Hi Sheryl! I can guarantee you that those macros are not particularly accurate. I have spent days of my life plugging recipes into a variety of different apps and getting completely different results from each app for the exact same recipe. Also, what is an ‘accurate’ serving size? A serving size is how much someone eats, not how much some random blogger tells you it is. I would happily do the math for the recipes if there were any chance it was going to give an accurate idea of what was actually being consumed. But sadly, there isn’t.
We appreciate you very much for supporting our work by purchasing our cookbooks. We hope you love them! They will help you stay the course longterm! KETO On and take care!
A serving size is whatever you say it is. If you make your serving size 2 Tbsp then I know the amount in 3 Tbsp. If I use four I double. If house 1 I cut in half. It doesn’t matter who says what about Serving size. It’s just a marker for reference.
Hi
I am also nrw to Keto and just feeling my way through. The only way I can guage whether I am on the right track is macros. Sure, you might bevright tgat thry aren’t completely accurate, but when you have no idea what you are doing, a little bit of inaccurate knowledge is better than none at all. This lack of information may make the difference between choosing and using your program or one of the *hundreds* of others available. Please reconsider.
(Sorry about the typos – fat fingers, small phone)
Go to Cooking with Kristy or High Falutin Beach they will teach you how to do it and give you a ballpark idea even for these great recipes!
I don’t trust any food combination that the creator doesn’t label.
Looks like you will be losing out on some incredible recipes! Personally I refuse to count anything I eat, so annoying! I know what I can and can’t eat and that’s all I do, works great for me! The recipes here are keto, and that’s really all you should need to know.
I totally agree with you Linda….and with this way of eating for me its hard to overeat because I get full and satisfied so easily….I just love delicious food…..so thank you Carrie for all you do to make this way of eating so enjoyable …..
So I read all the comments about why most macros are not accurate. So, how do we know how much to eat to stay under 20g carbs? What if we ate a very large slice of pie or 2 tartlets? Though it may be keto, it still could put us over. How can we judge how much to eat?
Not to overkill on the macros posting, but I too would appreciate having that info as I’m doing the SANE diet and while I can tell if each ingredient is SANE or inSANE, I can’t tell how to classify a biscuit.

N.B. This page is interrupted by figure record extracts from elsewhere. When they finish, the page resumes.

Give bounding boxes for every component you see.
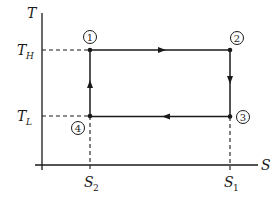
svg-text:2: 2 (234, 33, 240, 44)
arrow-down-icon (227, 76, 233, 84)
state-label-1: 1 (84, 31, 97, 44)
arrow-up-icon (87, 80, 93, 88)
svg-text:1: 1 (87, 32, 93, 43)
svg-text:2: 2 (93, 183, 99, 193)
state-label-3: 3 (237, 111, 250, 124)
state-label-4: 4 (72, 122, 85, 135)
th-label: T H (17, 42, 34, 61)
s2-label: S 2 (84, 174, 99, 193)
svg-text:3: 3 (240, 112, 246, 123)
arrow-left-icon (162, 114, 170, 120)
svg-text:4: 4 (75, 123, 81, 134)
state-point-1 (88, 48, 93, 53)
svg-text:L: L (25, 117, 32, 127)
ts-diagram: T S T H T L S 2 S 1 1 2 (0, 0, 280, 200)
svg-text:1: 1 (233, 183, 239, 193)
svg-text:H: H (25, 51, 34, 61)
state-label-2: 2 (231, 32, 244, 45)
t-axis-label: T (27, 5, 38, 21)
tl-label: T L (17, 108, 32, 127)
state-point-4 (88, 114, 93, 119)
state-point-2 (228, 48, 233, 53)
arrow-right-icon (158, 47, 166, 53)
s-axis-label: S (261, 157, 271, 173)
s1-label: S 1 (224, 174, 239, 193)
state-point-3 (228, 114, 233, 119)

Is it a fat? Is it a protein? Is it a little of both? I know we’re not supposed to stress out about our food (raising the cortisol levels!) but not knowing what these biscuits are doing to my body makes me hesitate to eat them, even though they sound delicious. If you’re not sure of a serving size, maybe you could just post info for the entire recipe and let us break it down ourselves with a calculator – lots easier to do than to have to look everything up and add it together, then break it down with a calculator.

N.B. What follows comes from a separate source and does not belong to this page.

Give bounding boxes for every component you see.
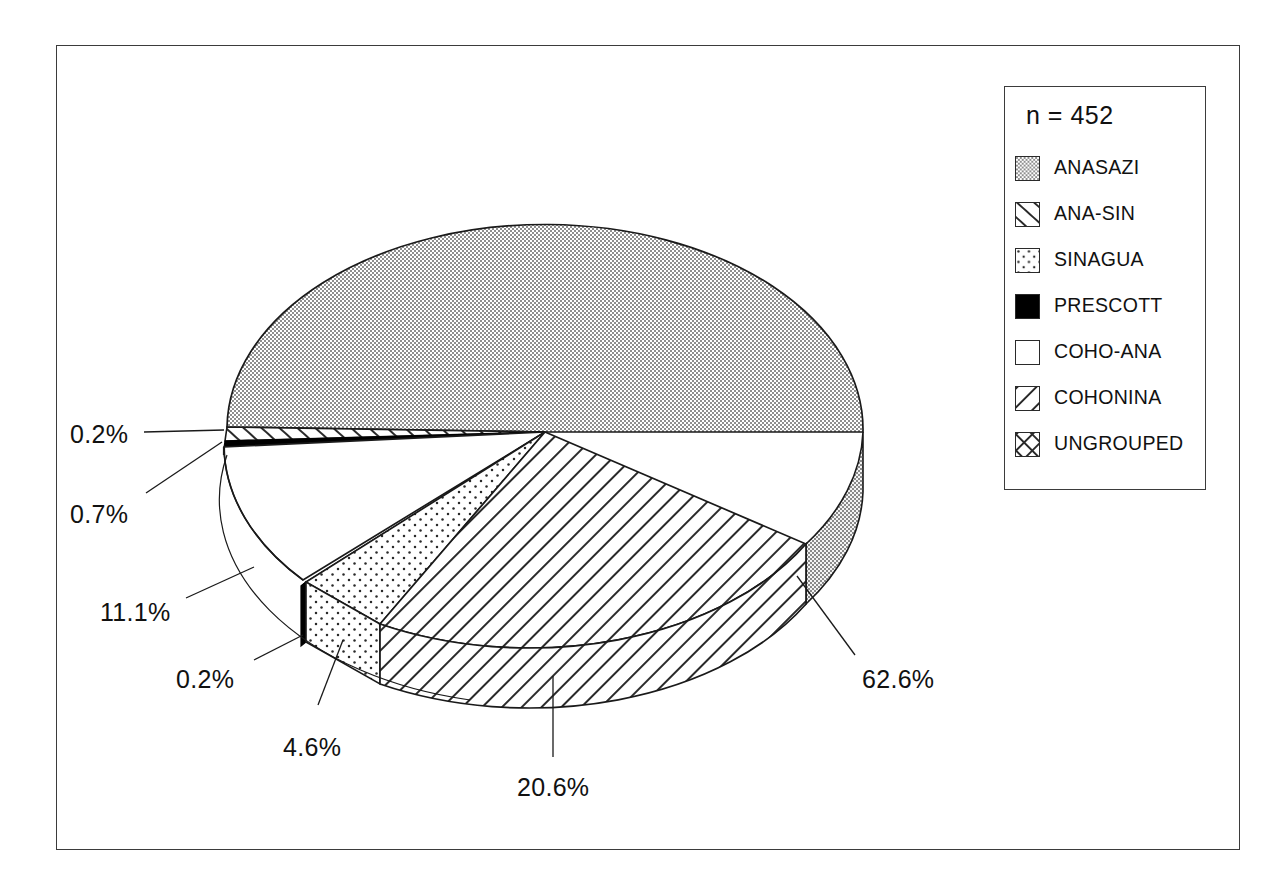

Hi Lisa – if you look at the ingredients you can typically tell what to classify it as. In this case it is mostly nuts – so a fat. As we explained in the podcast, providing inaccurate macro data is not a goal of ours. For any accuracy you would need to plug the actual ingredients you use into a calculator and then divide by the amount you actually ate. You also need to make sure you’re using a very accurate calculator. We recommend the USDA database or http://nutritiondata.self.com/, but even then, you’ll quickly work out how difficult it is to produce accurate macros from these calculators. I hope that helps at least a little!
Carrie xytol and me do not get along. What would the substitution of erythritol?